Read this excerpt from a summary of events in Srebrenica. "Zina Hasanovic is one of the lucky ones - she knows what happened to her husband, Haris. As Serbian bullets raced through a group of tightly-packed Muslim prisoners, Haris, mortally wounded, fell on top of his first cousin and best friend, Mevludin Oric. Mevludin lay on the ground, covered in blood and for hours pretended to be dead. He managed to escape to tell Zina of her husband's fate. Why is Zina Hasanovic referred to as "one of the lucky ones"?
most people never learned the fate of their loved ones
True: The Declaration of Independence speaks of a Divine Creator.
True: The Declaration of the Rights of Man speaks of a Supreme Being.
True: Both documents drew on the natural law philosophy of John Locke.
Some additional details about the "Divine Creator" and "Supreme Being" distinction:
The Declaration of Independence (1776) famously asserted, "We hold these truths to be self-evident, that all men are created equal, that they are endowed by their Creator with certain unalienable Rights, that among these are Life, Liberty and the pursuit of Happiness." America's founding fathers tended to speak in religious terms associated with the Christian tradition, even though a number of them were more like Deists in their own beliefs. Deists believe that there is a God who created the world, but set it up to run by natural laws and did not intervene in a personal way in its operation.
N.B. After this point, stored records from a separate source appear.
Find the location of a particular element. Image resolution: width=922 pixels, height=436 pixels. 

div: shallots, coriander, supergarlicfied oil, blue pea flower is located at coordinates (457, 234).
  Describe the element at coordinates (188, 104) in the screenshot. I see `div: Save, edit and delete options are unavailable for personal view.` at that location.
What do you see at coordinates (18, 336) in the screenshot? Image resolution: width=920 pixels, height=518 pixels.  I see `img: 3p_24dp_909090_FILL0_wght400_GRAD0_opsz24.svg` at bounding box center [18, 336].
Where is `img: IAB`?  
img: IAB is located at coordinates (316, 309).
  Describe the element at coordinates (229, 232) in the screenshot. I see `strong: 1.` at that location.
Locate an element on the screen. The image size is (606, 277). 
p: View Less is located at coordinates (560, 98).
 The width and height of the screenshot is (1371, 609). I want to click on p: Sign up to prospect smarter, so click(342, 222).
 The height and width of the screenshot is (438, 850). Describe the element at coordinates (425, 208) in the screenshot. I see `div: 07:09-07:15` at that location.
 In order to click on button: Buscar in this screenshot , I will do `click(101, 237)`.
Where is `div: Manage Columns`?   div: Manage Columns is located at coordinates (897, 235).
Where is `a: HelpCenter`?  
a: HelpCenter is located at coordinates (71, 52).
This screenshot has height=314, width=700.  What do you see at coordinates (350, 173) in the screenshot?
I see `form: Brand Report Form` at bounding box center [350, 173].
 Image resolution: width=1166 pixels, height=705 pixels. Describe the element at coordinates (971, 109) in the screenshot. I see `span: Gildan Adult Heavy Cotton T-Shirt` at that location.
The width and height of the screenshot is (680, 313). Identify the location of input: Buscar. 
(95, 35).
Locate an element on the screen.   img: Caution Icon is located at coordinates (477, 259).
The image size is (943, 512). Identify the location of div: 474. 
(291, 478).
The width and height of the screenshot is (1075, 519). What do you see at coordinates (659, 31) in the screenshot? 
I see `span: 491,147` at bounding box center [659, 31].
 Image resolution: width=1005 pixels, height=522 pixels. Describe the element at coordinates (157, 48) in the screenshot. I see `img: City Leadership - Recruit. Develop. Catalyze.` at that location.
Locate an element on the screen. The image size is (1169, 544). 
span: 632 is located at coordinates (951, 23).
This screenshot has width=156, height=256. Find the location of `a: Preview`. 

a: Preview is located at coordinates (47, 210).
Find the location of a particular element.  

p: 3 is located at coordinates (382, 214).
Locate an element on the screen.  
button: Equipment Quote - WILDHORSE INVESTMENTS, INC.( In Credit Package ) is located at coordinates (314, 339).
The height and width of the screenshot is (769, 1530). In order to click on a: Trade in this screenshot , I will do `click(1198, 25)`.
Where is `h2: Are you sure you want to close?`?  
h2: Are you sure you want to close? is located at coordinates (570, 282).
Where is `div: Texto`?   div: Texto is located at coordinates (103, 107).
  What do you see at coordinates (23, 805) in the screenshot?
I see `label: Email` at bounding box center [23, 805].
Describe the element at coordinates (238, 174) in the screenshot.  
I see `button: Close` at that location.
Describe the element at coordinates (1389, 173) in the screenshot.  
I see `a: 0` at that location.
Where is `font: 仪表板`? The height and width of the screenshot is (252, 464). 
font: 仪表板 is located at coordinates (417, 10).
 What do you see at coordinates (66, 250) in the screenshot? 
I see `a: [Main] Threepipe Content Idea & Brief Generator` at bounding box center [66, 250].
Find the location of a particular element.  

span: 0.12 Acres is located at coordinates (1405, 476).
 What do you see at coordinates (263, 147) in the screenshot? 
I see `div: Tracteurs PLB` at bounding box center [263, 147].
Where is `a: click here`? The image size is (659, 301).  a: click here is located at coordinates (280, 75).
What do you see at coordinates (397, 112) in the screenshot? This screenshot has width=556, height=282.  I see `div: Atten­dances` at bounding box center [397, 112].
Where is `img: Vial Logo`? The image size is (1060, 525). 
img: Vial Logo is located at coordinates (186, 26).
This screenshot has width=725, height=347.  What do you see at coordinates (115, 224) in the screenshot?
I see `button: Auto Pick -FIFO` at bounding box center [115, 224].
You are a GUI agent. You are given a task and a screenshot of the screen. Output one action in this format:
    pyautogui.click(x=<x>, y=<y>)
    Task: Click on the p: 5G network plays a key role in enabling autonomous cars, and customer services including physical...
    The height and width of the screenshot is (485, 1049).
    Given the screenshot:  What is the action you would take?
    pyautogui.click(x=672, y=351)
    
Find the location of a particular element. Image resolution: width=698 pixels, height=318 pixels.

The Declaration of the Rights of Man and Citizen (1789) was less overt in ascribing the rights of human beings to God as Creator. That declaration of the French Revolution stated, "The National Assembly recognizes and proclaims, in the presence and under the auspices of the Supreme Being, the following rights of man and of the citizen." They were taking using more overtly Deist language, acknowledging a Supreme Being that was the reasonable force governing all things, but seeing human beings in society granting rights according to the actions of a just government.